I've recently discovered a new kind of online scam. It's elegant in its simplicity. It's hard to combat, because all it steals is reputation. What's worse, it preys on ordinary people who, unlike many enterprises, may not have enough of a web presence to easily fight back.
JLove, billed as Jewish dating service, is simply generating a huge number of pages falsely claiming that various people are members of its service. It's basically a new version of an old technique. The classical form of the technique is to generate a website on every conceivable travel destination, using free content from somewhere, but adding no value. JLove goes further, by generating pages for many combinations of more or less Jewish first names and last names, which then falsely claim the person with that name is a member of their service. More details of JLove's shenanigans are here, including examples of real-life harm or great annoyance.
A variety of people have asked about how to combat this kind of scam, and there's really only one good answer: Everybody should have their own web presence, visible to the search engines. Of course, that's easier said than done, but my two-part (so far) advice about search engine optimization for enterprises has a lot of applicability to people as well. For starters, if you don't already have a personal web page (with your name in the URL), get one. Then get a few friends (or your employer) to link to it. And so on.
In the specific case of JLove, you can also help by linking to the blog post cited above, which calls JLove out. But for the more general case -- well, it boils down to this. The internet WILL tell stories about you, true or otherwise. Make sure your own version is out there too.
Curt Monash is a leading analyst of and strategic advisor to the software industry. Praised by Lawrence J. Ellison for his "unmatched insight into technology and marketplace trends," Curt was the software/services industry's #1 ranked stock analyst while at PaineWebber, Inc., where he served as a First Vice President until 1987. He subsequently co-founded Evernet, Inc., a $40 million networking systems integrator. Since 1990, he has owned and operated Monash Research, an analysis and advisory firm covering software-intensive sectors of the technology industry. In that period he also has been co-founder, president, or chairman of several other technology startups.
Curt has served as a strategic advisor to many well-known firms, including Oracle, Microsoft, SAP, AOL, CA, and Netezza. Curt earned a Ph.D. in mathematics (Game Theory) from Harvard University. He has held faculty positions in mathematics, economics and public policy at Harvard, Yale, and Suffolk universities.
There is a great, economical answer to protecting your id online
Curt-
You have hit on an issue many people face daily. I ran into the problem when another "Andy Greider" started ringing up DUI's. It wasn't too long before people would ask - "are you from Chicago?" Ugh!
Then I found out about QAlias (www.qaliassignup.com) - an amazing service that lets me control what people see first about me - and gives me a top traffic server to link to for helping up my SEO on the things I link to. Google me - Andy Greider - and check it out. I think you and your readers will benefit from knowing about it.
Andy
Being found online
"Everybody should have their own web presence, visible to the search engines." What a great suggestion. This is essential to anyone who wants to take control of what the web says about you.
I have found many ways to do this without having to have your own website. QAlias.com is one service and I am an enthusiastic subscriber for just the reasons that you stated in your article. I would like to recommend it to your readers.
Charles Fellingham google me!
In replying to a thread on shady web tactics, it's ironic ...
... that you're using shady tactics yourself.
I'm guessing that neither of you is a real QAlias subscriber. More likely, you're enthusiastic because you're paid to put up comments like that.
Cheers,
CAM
claimID offers free identity / disclaimer links
claimID offers a free service (and an OpenID) where you can specify URLs that are (or are NOT) about you. For sites you control, you can embed a marker that claimID will use to verify that you actually control the site.
"JLove, billed as Jewish
"JLove, billed as Jewish dating service, is simply generating a huge number of pages falsely claiming that various people are members of its service"
Hi this sounds like the same spambot cam I got hit by in June - there are aleast 2 companies that I know of that are getting away with doing it - what it is, is roughly one big database of profiles of people that have been phished or collected en mass using a white labelled website - anyone who adds their profile to the site is put accross the whole network - your profile could be on adult sites or any cloned site that uses the software - I was spamboted by funnation , a clone of Quechup (a US company) I've reported funnation to antiphishing.org as I've had a good, clean relationship with my contacts on facebook this last year - jointeffort (the Russian company that own the spambot) have ruined my reputation by spamming 639 people and nearly getting me banned from facebook - where I have invested alot of my time setting up groups and applications.
Actually, Zara, you seem to be talking about something worse
JLove has made-up info that consists solely of the false claim that a person is a member.
You seem to be talking about something more detailed than that, and harder to fight. My idea of getting some TRUE web page up about yourself should be good enough to fight JLove and its ilk, but it could backfire vs. full scrapers.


Task goal =
What you output must match the entries exactly, apart from the pictures, which are left out.

════════

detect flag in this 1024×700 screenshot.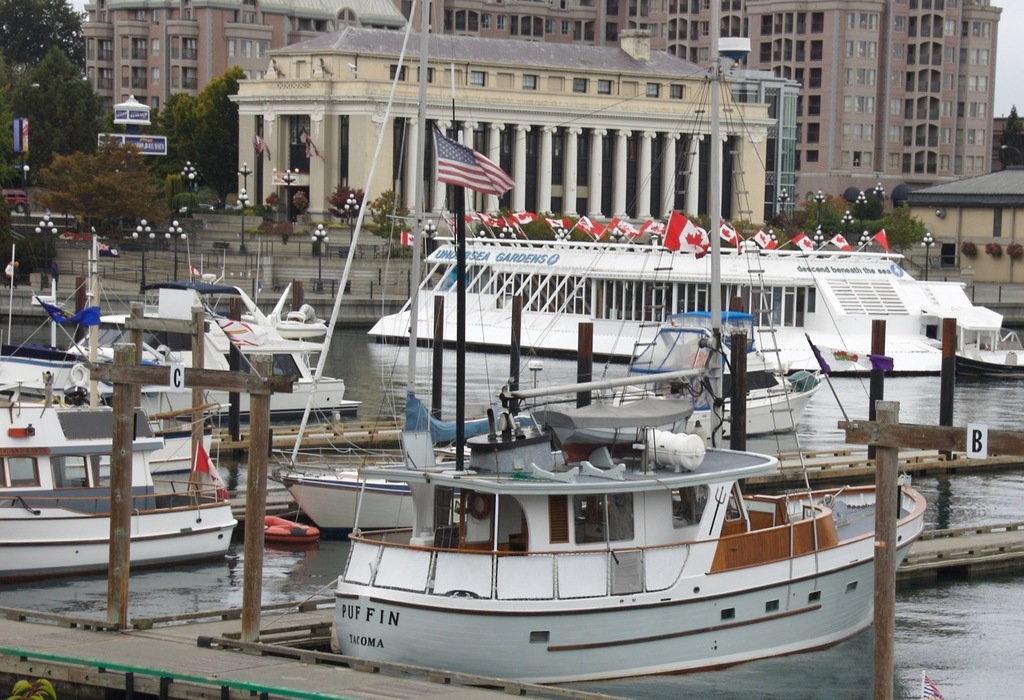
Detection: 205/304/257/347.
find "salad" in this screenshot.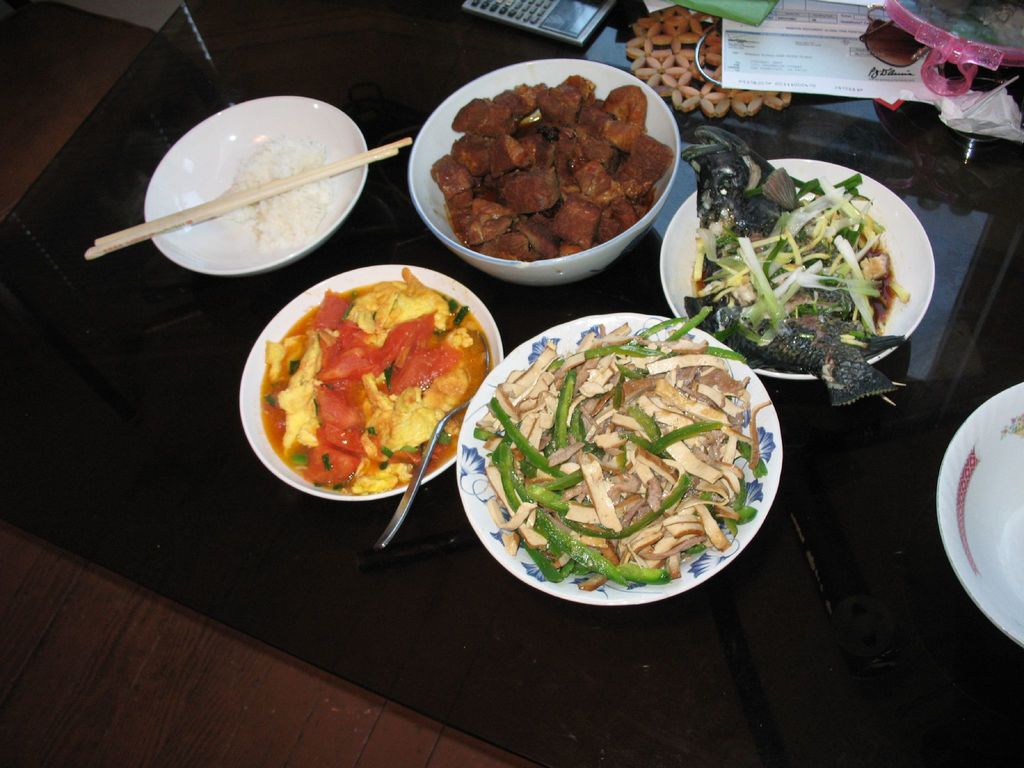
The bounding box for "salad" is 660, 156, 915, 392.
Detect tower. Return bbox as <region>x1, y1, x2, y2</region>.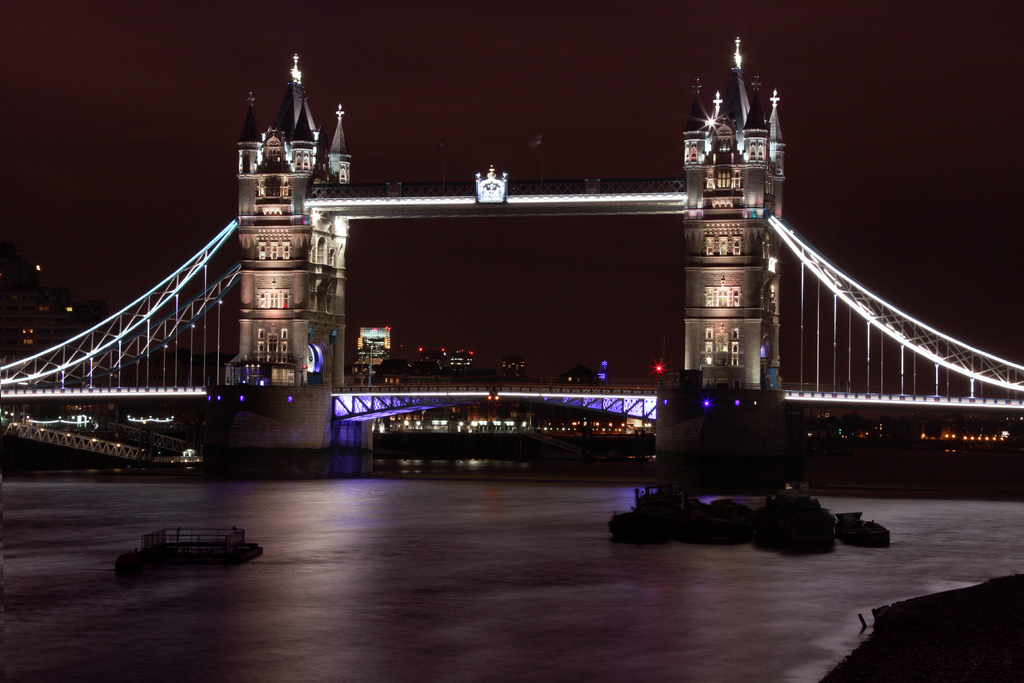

════════

Response to this exercise =
detect flag in this 1024×700 screenshot.
Detection: 205/304/257/347.
find "salad" in this screenshot.
The bounding box for "salad" is 660, 156, 915, 392.
Detect tower. Return bbox as <region>x1, y1, x2, y2</region>.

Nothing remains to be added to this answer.